Why Being Emotionally Smart Makes You A Total Catch — And How To Do It

Susan David, Ph.D. is an award-winning psychologist on the faculty of Harvard Medical School and the CEO of Evidence Based Psychology, a boutique business consultancy. Her new book Emotional Agility: Get Unstuck, Embrace Change, and Thrive in Work and Life teaches a counterintuitive approach to achieving your true potential, which was heralded by the Harvard Business Review as a groundbreaking idea of the year in 2016. Interviewed by Kyle Benson.

Kyle: I love your book, especially the part about bottling and brooding. Can you speak about those two terms and how those might show up in a relationship? In particular, can you speak to how to use either self-compassion or other techniques to stop holding our emotions hostage in a way that harms our relationships?

Susan: Yes. Effectively bottling or brooding are characteristic of ways that people deal with difficult emotions and difficult experiences. We often default to one of these positions.

Why being emotionally smart makes you a much better catch — and how to do it

RELATED: 6 Unhealthy Things You Do Instead Of Expressing Your Real Emotions

Bottling is essentially pushing the emotion down. For example, you’re upset with a person. You’re feeling angry because you feel exploited, and what you do is you tell yourself, “I’m just not going to go there, and I’ve got to go to work. I’ve got all this other stuff to do.”

And what you are doing is pushing the emotions down. Often you do this with very good intentions. You feel at some level that emotions are locked up in a bottle, and you have all of this other stuff that you can’t do, so you continue to push the emotions into a bottle, per se.

Brooding is when you are so consumed with the emotions you’re feeling that it becomes difficult to do anything else, especially learn how to be less emotional. When you’re brooding, you’re dwelling on the emotions, you’re analyzing hurt. You’re thinking, Why am I feeling what I’m feeling? It’s like you can’t let go and you obsess over the hurt, a perceived failure, or a shortcoming.

Brooding has some very good intentions, one of which is to try to deal with emotions effectively. So both bottling and brooding are done with good intentions.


What the task asks: Exactly repeat all the records below, omitting the images they hold.

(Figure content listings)
..............................

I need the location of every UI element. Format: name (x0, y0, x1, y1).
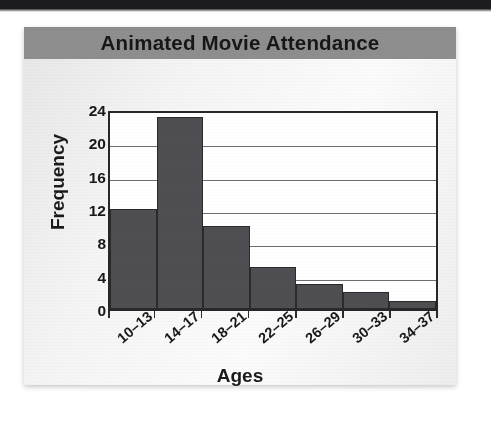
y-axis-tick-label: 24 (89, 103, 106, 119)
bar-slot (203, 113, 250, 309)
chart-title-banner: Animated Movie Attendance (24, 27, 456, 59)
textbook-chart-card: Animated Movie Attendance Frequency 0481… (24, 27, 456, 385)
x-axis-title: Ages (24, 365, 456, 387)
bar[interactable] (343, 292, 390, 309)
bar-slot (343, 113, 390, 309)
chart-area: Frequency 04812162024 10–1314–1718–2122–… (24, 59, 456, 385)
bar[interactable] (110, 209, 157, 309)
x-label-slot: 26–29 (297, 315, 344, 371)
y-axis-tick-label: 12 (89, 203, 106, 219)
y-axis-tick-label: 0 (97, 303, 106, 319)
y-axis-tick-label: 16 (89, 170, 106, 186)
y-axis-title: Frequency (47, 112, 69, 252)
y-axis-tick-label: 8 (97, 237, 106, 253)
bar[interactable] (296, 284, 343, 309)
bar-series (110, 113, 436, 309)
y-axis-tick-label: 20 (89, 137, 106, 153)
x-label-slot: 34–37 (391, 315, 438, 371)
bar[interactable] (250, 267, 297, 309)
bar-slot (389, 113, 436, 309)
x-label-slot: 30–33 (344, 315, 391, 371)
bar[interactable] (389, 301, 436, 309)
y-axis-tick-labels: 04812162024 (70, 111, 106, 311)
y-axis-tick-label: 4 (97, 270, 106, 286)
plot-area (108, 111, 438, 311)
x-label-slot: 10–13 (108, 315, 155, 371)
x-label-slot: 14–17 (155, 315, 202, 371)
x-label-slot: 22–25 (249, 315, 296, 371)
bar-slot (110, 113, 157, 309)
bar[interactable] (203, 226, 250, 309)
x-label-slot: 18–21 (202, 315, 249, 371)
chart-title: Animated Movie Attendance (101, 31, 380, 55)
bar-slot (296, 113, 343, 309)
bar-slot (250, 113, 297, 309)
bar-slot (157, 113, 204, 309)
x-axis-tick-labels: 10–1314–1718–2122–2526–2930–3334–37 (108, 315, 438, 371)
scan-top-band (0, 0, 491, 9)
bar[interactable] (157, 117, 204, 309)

..............................

Response to this exercise:
I need the location of every UI element. Format: name (x0, y0, x1, y1).
y-axis-tick-label: 24 (89, 103, 106, 119)
bar-slot (203, 113, 250, 309)
chart-title-banner: Animated Movie Attendance (24, 27, 456, 59)
textbook-chart-card: Animated Movie Attendance Frequency 0481… (24, 27, 456, 385)
x-axis-title: Ages (24, 365, 456, 387)
bar[interactable] (343, 292, 390, 309)
bar-slot (343, 113, 390, 309)
chart-area: Frequency 04812162024 10–1314–1718–2122–… (24, 59, 456, 385)
bar[interactable] (110, 209, 157, 309)
x-label-slot: 26–29 (297, 315, 344, 371)
y-axis-tick-label: 12 (89, 203, 106, 219)
y-axis-tick-label: 0 (97, 303, 106, 319)
y-axis-tick-label: 16 (89, 170, 106, 186)
y-axis-title: Frequency (47, 112, 69, 252)
y-axis-tick-label: 8 (97, 237, 106, 253)
bar[interactable] (296, 284, 343, 309)
bar-series (110, 113, 436, 309)
y-axis-tick-label: 20 (89, 137, 106, 153)
x-label-slot: 34–37 (391, 315, 438, 371)
bar[interactable] (250, 267, 297, 309)
bar-slot (389, 113, 436, 309)
x-label-slot: 30–33 (344, 315, 391, 371)
bar[interactable] (389, 301, 436, 309)
y-axis-tick-labels: 04812162024 (70, 111, 106, 311)
y-axis-tick-label: 4 (97, 270, 106, 286)
plot-area (108, 111, 438, 311)
x-label-slot: 10–13 (108, 315, 155, 371)
x-label-slot: 14–17 (155, 315, 202, 371)
x-label-slot: 22–25 (249, 315, 296, 371)
bar-slot (110, 113, 157, 309)
bar[interactable] (203, 226, 250, 309)
x-label-slot: 18–21 (202, 315, 249, 371)
chart-title: Animated Movie Attendance (101, 31, 380, 55)
bar-slot (296, 113, 343, 309)
bar-slot (250, 113, 297, 309)
bar-slot (157, 113, 204, 309)
x-axis-tick-labels: 10–1314–1718–2122–2526–2930–3334–37 (108, 315, 438, 371)
scan-top-band (0, 0, 491, 9)
bar[interactable] (157, 117, 204, 309)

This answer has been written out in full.